Have an N4-ES as well and have been using that one the most recently. I like the DF(CF)/m scales giving a true middle fold point for D/C, higher precision natural log, and continuation beyond LL1. So 5th root of 4,573 being about 5.39 and the 5,000 root of 4,573 jumping from LL1 down to DF/M being approximately 1.001688ish. The higher precision cube root scales are nice as well over using a standard K scale. Haven’t had a need for the hyperbolic scales yet.
Got a hold of a Faber Castell 2/83N as well which has a ton of scales and the manual I found for it had a table in the appendix showing various formula and an efficient scale combination for the result.
@Celt83
Ahh… Glad to hear from you, don’t recall many of my contemporaries using Pickett, most had K&E, Post, etc.
I’m a fan of the DF/CF scales, too, several things they come in handy for. Nice thing about both of them is that the fold point is precisely Pi. If you need the circumference of a circle, set the diameter (say, 2.00) on the D scale and read the circumference (6.28) directly off the DF scale, without moving the slide.
Another slide rule method I still use today is the order of calculation. Say, you need (37 x 4.70) / (3.21 ^ 2). On a calculator, I enter that as 37 x 4.70 / 3.21 / 3.21
Using a slide rule you would have to write down the value 3.21 ^ 2 if not solved in a chain calculation.
Brings back a lot of memories. Also started college without knowing how to use one. They had orientation classes at nights to teach us how they worked.
Bought both a Post and a Pickett Pocket to carry to class. Used for 4 years of BS and 1 year of grad school.
Our student chapter of ASCE bought a $495 scientific calculator in 1972 which we raffled off at a hockey game. Made a lot of money selling $1 raffle tickets. And we all took turns trying it while selling the tickets.
Started work with slide-rule. My dad (also a Civil Engineer) got me a $150 TI calculator for Xmas 1973. It only had square-root and X^2. Still used slide-rule for trig functions.
…and with the tap of a hammer, it makes a pretty good guillotine, too. Still have the old case for my original one… painted flat black with a red heart painted in glossy paint, and an atomic mushroom painted in the heart… that was the kinda kid I was when I first started engineering.
I still have, and can actually find, the first slide rule I ever had. A plastic Pickett model 120, and I have both the sleeve and the instruction booklet for it as well. Got it as a gift I think when I was a sophomore in high school, probably 1962. I also still have a Pickett N3-ES that I used during college and into my first job upon graduation - somewhere along the way it has managed to lose one of the screws holding the piece with the K, A and extended SQRT scales in place. There’s also a 6" Pickett somewhere in the house. Sadly, I’m more than a bit rusty as far as using them is concerned. Needing +3 reading glasses to use them at all isn’t helping.
I grew up in the “graphing calculator that can do calculus for you” era. Not being able to afford that model, I had to settle for a regular graphing calculator
Saw my first slide rule in college, when a professor said they keep it in their office as a momento from their dad, an engineer that routinely did calculations at the kitchen table with the thing.
Don’t you just hate it when the batteries run out… and the sliderule dims and turns off… just got my new calculator, a week back… a TI Nspire CXII CAS… does just about everything but talk to me…
@Ron RPN… that’s the reason the HP calculators were so popular… they were fast. They used the ‘stack architecture’ of the processor, just like the Forth programming language designed by Chuck Moore. This allowed observatories to ‘work’ in ‘real’ time for controls.
I’m tutoring a Grade 12 student in Pre-Calculus and the TI is great… I used to like HP, but, their quality started going downhill about 20 years back. I used to have a desktop HP that used a tape drive… and still use my HP 48GX occasionally… but the TI beats it thumbs down… there is no comparison, including the 80MB of RAM.
Should have added that I used to program in Forth before HP came out… 50 years back… there was nothing close to it for speed… way back when processors were slow…
My slide rule didn’t come with RPN, so for all these years I’ve had to do without that un-other logic. It isn’t programable and has no RAM either, but I’ve never had to replace the batteries in all these years.
I have no problem using either… after a few seconds, just like I’ve been using it for years… my preference is the algebraic logic, and I used to like the RPN due to the speed… no longer an issue.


## Task to complete
Up to and including the line with "The image size is (1059, 1148).", please reproduce the lines below exactly, beginning with the first.

Extracted records:

"""

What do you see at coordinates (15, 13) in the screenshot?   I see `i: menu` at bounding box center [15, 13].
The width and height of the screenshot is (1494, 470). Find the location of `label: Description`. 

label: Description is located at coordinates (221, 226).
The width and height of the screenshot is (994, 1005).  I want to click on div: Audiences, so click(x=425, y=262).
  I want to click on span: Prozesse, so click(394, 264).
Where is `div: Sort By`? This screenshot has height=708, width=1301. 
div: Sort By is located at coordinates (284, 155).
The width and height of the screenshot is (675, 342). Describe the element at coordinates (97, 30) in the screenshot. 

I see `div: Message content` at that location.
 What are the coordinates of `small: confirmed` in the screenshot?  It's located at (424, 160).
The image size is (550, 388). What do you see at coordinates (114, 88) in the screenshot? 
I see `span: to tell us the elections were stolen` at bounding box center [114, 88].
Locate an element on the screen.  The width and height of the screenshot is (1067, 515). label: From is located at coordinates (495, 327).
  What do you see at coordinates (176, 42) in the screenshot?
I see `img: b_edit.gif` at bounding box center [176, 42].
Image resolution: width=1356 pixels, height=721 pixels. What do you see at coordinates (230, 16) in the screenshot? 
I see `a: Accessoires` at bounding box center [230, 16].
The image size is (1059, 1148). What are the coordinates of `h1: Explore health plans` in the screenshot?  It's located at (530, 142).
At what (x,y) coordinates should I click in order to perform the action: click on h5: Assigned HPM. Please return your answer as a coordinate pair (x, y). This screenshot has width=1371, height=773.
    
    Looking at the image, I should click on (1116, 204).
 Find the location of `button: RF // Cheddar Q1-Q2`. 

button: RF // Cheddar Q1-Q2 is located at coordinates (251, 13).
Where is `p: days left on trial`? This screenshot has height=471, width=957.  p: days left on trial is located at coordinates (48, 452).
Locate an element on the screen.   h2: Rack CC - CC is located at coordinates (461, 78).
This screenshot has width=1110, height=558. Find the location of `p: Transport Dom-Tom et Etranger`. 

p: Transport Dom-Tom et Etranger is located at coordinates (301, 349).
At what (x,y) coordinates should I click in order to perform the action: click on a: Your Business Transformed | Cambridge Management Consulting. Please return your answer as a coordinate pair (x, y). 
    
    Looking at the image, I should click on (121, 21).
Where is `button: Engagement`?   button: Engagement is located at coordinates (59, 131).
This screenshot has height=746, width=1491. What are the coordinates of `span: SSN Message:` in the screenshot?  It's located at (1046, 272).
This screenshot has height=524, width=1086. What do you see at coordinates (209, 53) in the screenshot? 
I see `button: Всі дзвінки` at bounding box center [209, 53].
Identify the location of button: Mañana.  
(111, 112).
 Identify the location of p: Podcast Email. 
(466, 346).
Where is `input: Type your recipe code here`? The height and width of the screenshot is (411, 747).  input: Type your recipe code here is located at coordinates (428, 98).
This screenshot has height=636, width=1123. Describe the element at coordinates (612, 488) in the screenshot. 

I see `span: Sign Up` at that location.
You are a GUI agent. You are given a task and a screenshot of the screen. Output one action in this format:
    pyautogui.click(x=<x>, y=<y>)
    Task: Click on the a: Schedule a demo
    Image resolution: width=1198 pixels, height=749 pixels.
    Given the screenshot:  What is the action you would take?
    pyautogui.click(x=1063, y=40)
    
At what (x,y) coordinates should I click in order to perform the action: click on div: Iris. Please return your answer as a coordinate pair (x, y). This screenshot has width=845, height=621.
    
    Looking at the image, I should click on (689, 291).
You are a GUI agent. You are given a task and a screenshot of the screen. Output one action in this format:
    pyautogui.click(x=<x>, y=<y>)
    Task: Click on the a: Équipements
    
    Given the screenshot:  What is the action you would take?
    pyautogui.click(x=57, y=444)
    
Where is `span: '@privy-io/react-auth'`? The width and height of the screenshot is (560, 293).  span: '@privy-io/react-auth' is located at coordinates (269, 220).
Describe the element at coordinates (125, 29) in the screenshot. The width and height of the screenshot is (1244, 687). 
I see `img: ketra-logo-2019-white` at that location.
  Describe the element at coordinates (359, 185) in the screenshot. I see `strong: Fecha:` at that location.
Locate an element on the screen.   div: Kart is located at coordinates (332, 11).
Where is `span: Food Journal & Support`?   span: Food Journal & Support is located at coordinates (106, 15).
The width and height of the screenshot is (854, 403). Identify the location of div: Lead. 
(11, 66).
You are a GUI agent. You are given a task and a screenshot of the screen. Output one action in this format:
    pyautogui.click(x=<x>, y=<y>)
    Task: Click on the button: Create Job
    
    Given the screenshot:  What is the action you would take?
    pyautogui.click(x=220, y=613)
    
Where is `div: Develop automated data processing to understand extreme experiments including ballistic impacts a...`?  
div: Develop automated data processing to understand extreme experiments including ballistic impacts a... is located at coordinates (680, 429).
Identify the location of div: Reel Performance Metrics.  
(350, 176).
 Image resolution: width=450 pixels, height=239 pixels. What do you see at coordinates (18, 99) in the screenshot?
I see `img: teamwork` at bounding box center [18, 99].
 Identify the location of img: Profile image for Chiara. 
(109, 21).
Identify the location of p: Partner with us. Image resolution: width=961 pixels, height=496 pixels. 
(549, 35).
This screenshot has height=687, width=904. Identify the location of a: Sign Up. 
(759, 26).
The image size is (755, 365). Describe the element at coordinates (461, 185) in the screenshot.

"""

## Your response
What do you see at coordinates (15, 13) in the screenshot?   I see `i: menu` at bounding box center [15, 13].
The width and height of the screenshot is (1494, 470). Find the location of `label: Description`. 

label: Description is located at coordinates (221, 226).
The width and height of the screenshot is (994, 1005).  I want to click on div: Audiences, so click(x=425, y=262).
  I want to click on span: Prozesse, so click(394, 264).
Where is `div: Sort By`? This screenshot has height=708, width=1301. 
div: Sort By is located at coordinates (284, 155).
The width and height of the screenshot is (675, 342). Describe the element at coordinates (97, 30) in the screenshot. 

I see `div: Message content` at that location.
 What are the coordinates of `small: confirmed` in the screenshot?  It's located at (424, 160).
The image size is (550, 388). What do you see at coordinates (114, 88) in the screenshot? 
I see `span: to tell us the elections were stolen` at bounding box center [114, 88].
Locate an element on the screen.  The width and height of the screenshot is (1067, 515). label: From is located at coordinates (495, 327).
  What do you see at coordinates (176, 42) in the screenshot?
I see `img: b_edit.gif` at bounding box center [176, 42].
Image resolution: width=1356 pixels, height=721 pixels. What do you see at coordinates (230, 16) in the screenshot? 
I see `a: Accessoires` at bounding box center [230, 16].
The image size is (1059, 1148). What are the coordinates of `h1: Explore health plans` in the screenshot?  It's located at (530, 142).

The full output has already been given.